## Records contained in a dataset
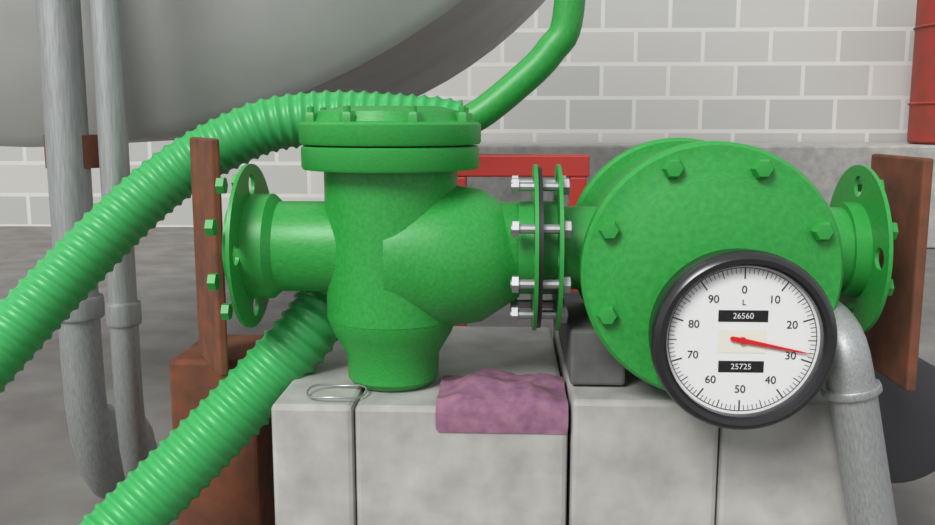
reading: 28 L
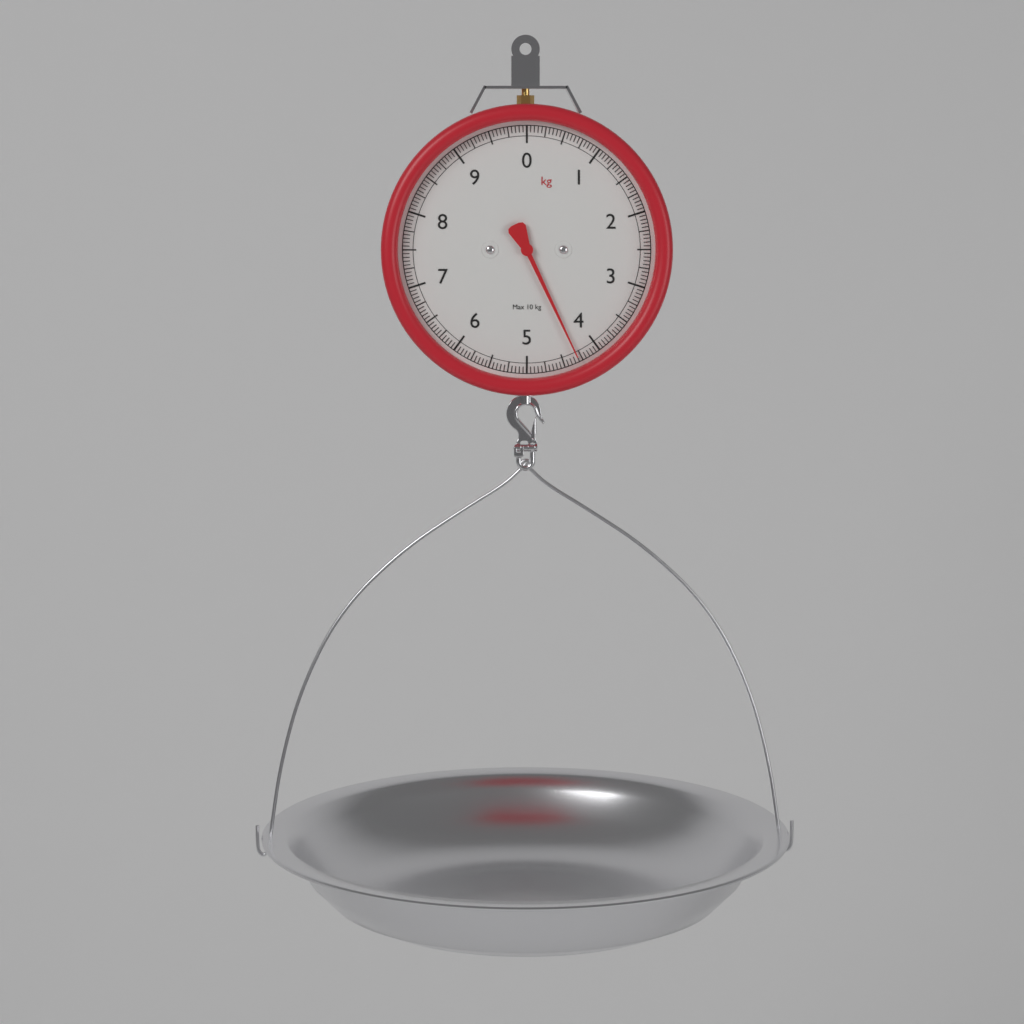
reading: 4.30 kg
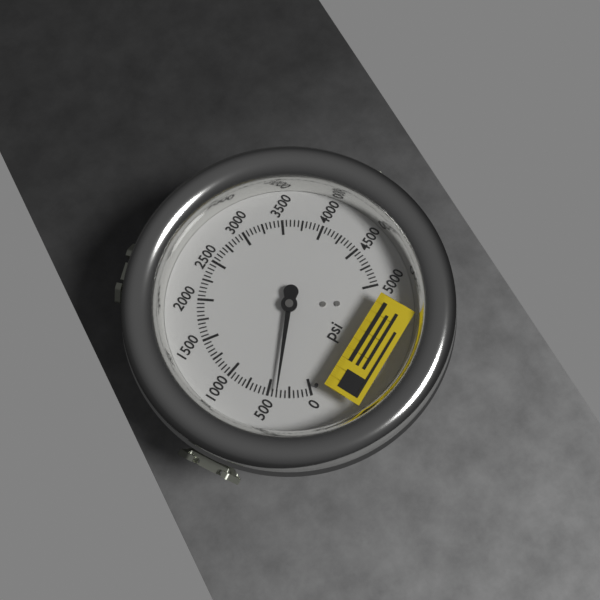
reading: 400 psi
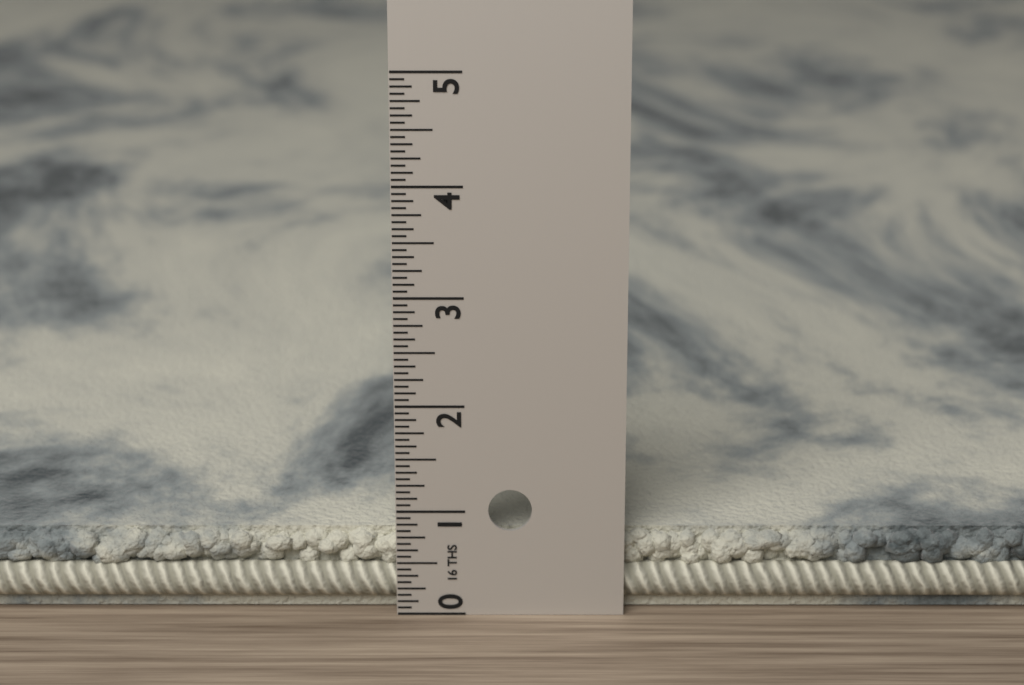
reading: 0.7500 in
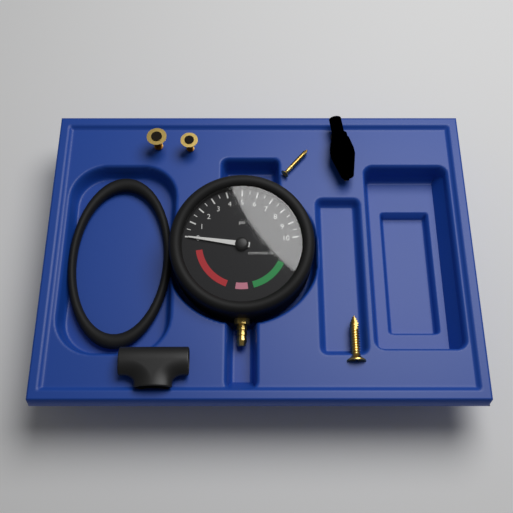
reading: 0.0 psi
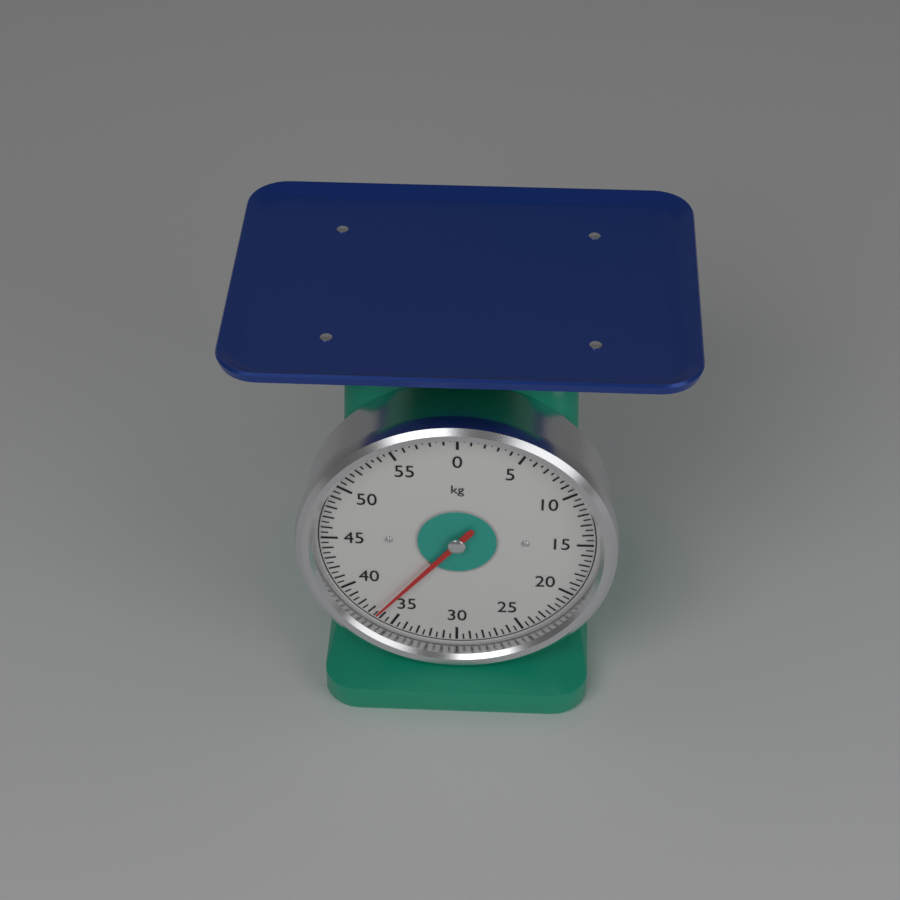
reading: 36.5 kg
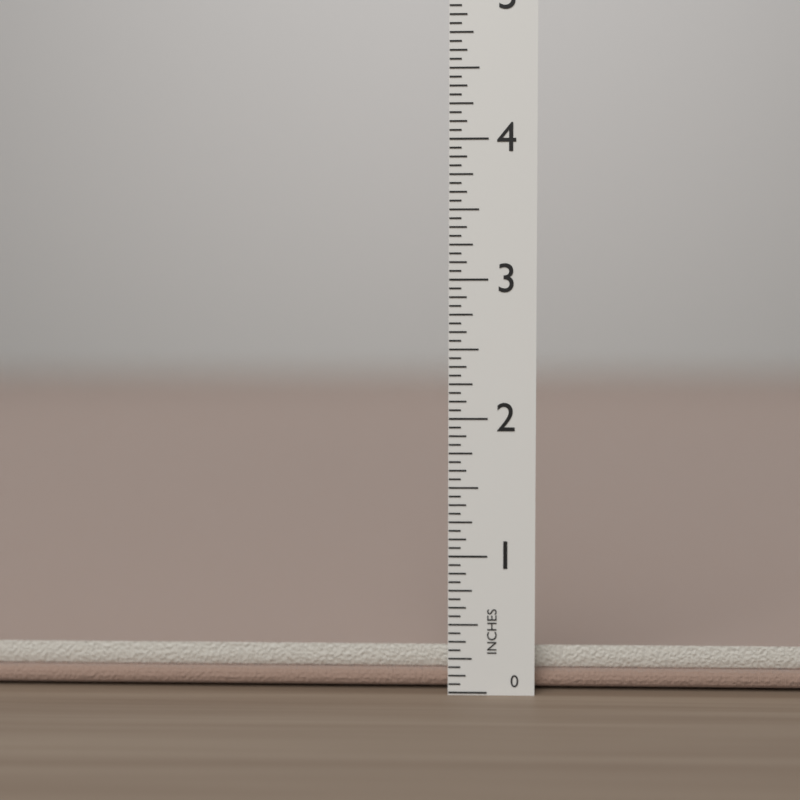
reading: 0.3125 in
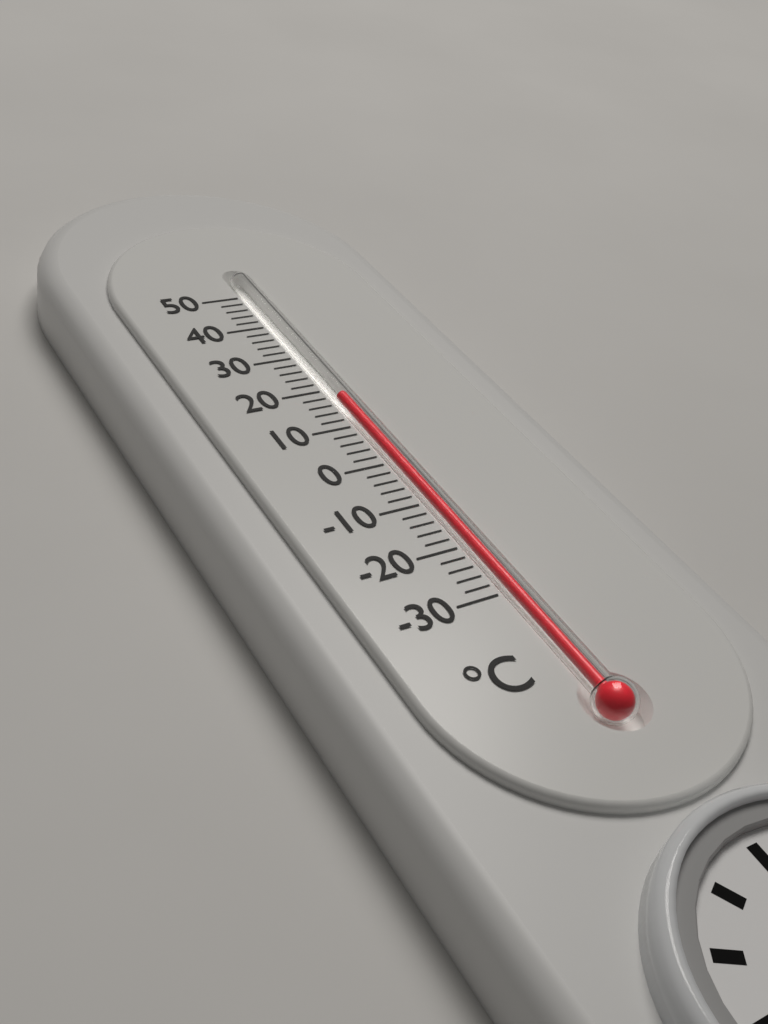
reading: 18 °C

## PROMPT
Return only the line with "reading: 4.30 kg" and the lines after it up to the end of the records, exact and free of pictures.

## ANSWER TO THIS PROBLEM
reading: 4.30 kg
reading: 400 psi
reading: 0.7500 in
reading: 0.0 psi
reading: 36.5 kg
reading: 0.3125 in
reading: 18 °C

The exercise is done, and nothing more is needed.